Apple’s New Ad Showing Machines Crushing Human Creativity Is a Bit on the Nose
“I’m ashamed to buy Apple products.”
Pressed
A new iPad ad shows a hydraulic press crushing beloved creative objects — and, perhaps, our dreams.
In a video posted to X-formerly-Twitter, Apple CEO Tim Cook boasted that the latest iPad Pro is not only its most powerful offering, but is also “the thinnest product we’ve ever created.”
In the ad, Sonny & Cher’s “All I Need Is You” blares in the background as the industrial press crushes, one by one, an “Angry Birds” desk ornament, a guitar, a piano, several paint cans, a metronome, a television, and some books.
It’s a heavy-handed attempt at saying that the super-thin new iPad is skinnier than all that stuff put together, and perhaps that it “crushes” its competition. But if the comments are any indication, it struck a very discordant chord.
“Crushing the symbols of human creativity to produce a homogenized branded slab is pretty much where the tech industry is at in 2024,” author Hari Kunzru quipped.
“It is a heartbreaking, uncomfortable, and egotistic advertisement,” tech executive Hiroki Akiyama tweeted. “When I see this…I’m ashamed to buy Apple products.”
Meet the new iPad Pro: the thinnest product we’ve ever created, the most advanced display we’ve ever produced, with the incredible power of the M4 chip. Just imagine all the things it’ll be used to create. pic.twitter.com/6PeGXNoKgG
— Tim Cook (@tim_cook) May 7, 2024
Riddle Me This
Comics illustrator Yuval Kordov, meanwhile, had an even more cutting allegory.
“Forty years ago, Apple released the 1984 commercial as a bold statement against a dystopian future,” the creator of the “Dark Legacies” comic tweeted in response, referencing the famous Ridley Scott Super Bowl ad.
As that 40-year-old ad shows, listless automatons shuffle through industrial tunnels, watching televisions featuring a close-up of a man’s face in what is a clear symbol of brainwashing. Throughout it all, a svelte young woman runs through the maze-like tunnels with a giant hammer, and at the end, she throws it while stormtroopers close in on her, smashing the screens and freeing the prisoners from their opiate haze.
It might not be an exact analog, but it is a little close for comfort.
“Now you are that dystopian future,” Kordov wrote. “Congratulations.”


**AIM OF THE EXERCISE:** Please transcribe each of the records exactly as given.

**AVAILABLE DATA:**
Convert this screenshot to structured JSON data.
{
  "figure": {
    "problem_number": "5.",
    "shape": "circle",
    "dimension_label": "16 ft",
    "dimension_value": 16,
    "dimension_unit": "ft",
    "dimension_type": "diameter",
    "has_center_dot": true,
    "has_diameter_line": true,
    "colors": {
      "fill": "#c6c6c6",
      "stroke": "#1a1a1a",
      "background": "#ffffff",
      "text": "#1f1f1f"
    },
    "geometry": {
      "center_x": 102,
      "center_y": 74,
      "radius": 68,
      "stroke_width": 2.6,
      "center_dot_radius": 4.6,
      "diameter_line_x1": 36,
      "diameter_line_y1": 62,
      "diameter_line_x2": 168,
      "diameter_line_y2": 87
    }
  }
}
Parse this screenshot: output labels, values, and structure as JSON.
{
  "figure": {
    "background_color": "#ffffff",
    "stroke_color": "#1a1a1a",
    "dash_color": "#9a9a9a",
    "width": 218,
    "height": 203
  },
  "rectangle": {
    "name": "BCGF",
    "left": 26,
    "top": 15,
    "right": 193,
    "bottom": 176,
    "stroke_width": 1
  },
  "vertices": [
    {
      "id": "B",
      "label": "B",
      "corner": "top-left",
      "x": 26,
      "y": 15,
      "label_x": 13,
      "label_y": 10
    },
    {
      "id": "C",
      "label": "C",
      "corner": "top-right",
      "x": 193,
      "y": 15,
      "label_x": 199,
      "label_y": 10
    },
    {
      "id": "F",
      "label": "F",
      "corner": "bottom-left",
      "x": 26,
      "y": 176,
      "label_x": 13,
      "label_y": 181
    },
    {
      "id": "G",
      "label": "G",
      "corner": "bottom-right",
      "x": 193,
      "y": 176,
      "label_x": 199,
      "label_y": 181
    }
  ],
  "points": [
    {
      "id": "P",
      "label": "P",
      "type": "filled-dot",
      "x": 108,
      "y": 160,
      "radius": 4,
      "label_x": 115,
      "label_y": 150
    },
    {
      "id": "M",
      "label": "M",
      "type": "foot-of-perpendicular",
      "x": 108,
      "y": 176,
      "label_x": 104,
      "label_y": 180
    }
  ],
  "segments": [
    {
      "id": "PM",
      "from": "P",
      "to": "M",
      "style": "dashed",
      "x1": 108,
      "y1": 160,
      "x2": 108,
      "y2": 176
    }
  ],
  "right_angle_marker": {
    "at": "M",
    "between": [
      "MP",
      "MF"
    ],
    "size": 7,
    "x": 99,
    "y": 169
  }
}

**TASK SOLUTION:**
Convert this screenshot to structured JSON data.
{
  "figure": {
    "problem_number": "5.",
    "shape": "circle",
    "dimension_label": "16 ft",
    "dimension_value": 16,
    "dimension_unit": "ft",
    "dimension_type": "diameter",
    "has_center_dot": true,
    "has_diameter_line": true,
    "colors": {
      "fill": "#c6c6c6",
      "stroke": "#1a1a1a",
      "background": "#ffffff",
      "text": "#1f1f1f"
    },
    "geometry": {
      "center_x": 102,
      "center_y": 74,
      "radius": 68,
      "stroke_width": 2.6,
      "center_dot_radius": 4.6,
      "diameter_line_x1": 36,
      "diameter_line_y1": 62,
      "diameter_line_x2": 168,
      "diameter_line_y2": 87
    }
  }
}
Parse this screenshot: output labels, values, and structure as JSON.
{
  "figure": {
    "background_color": "#ffffff",
    "stroke_color": "#1a1a1a",
    "dash_color": "#9a9a9a",
    "width": 218,
    "height": 203
  },
  "rectangle": {
    "name": "BCGF",
    "left": 26,
    "top": 15,
    "right": 193,
    "bottom": 176,
    "stroke_width": 1
  },
  "vertices": [
    {
      "id": "B",
      "label": "B",
      "corner": "top-left",
      "x": 26,
      "y": 15,
      "label_x": 13,
      "label_y": 10
    },
    {
      "id": "C",
      "label": "C",
      "corner": "top-right",
      "x": 193,
      "y": 15,
      "label_x": 199,
      "label_y": 10
    },
    {
      "id": "F",
      "label": "F",
      "corner": "bottom-left",
      "x": 26,
      "y": 176,
      "label_x": 13,
      "label_y": 181
    },
    {
      "id": "G",
      "label": "G",
      "corner": "bottom-right",
      "x": 193,
      "y": 176,
      "label_x": 199,
      "label_y": 181
    }
  ],
  "points": [
    {
      "id": "P",
      "label": "P",
      "type": "filled-dot",
      "x": 108,
      "y": 160,
      "radius": 4,
      "label_x": 115,
      "label_y": 150
    },
    {
      "id": "M",
      "label": "M",
      "type": "foot-of-perpendicular",
      "x": 108,
      "y": 176,
      "label_x": 104,
      "label_y": 180
    }
  ],
  "segments": [
    {
      "id": "PM",
      "from": "P",
      "to": "M",
      "style": "dashed",
      "x1": 108,
      "y1": 160,
      "x2": 108,
      "y2": 176
    }
  ],
  "right_angle_marker": {
    "at": "M",
    "between": [
      "MP",
      "MF"
    ],
    "size": 7,
    "x": 99,
    "y": 169
  }
}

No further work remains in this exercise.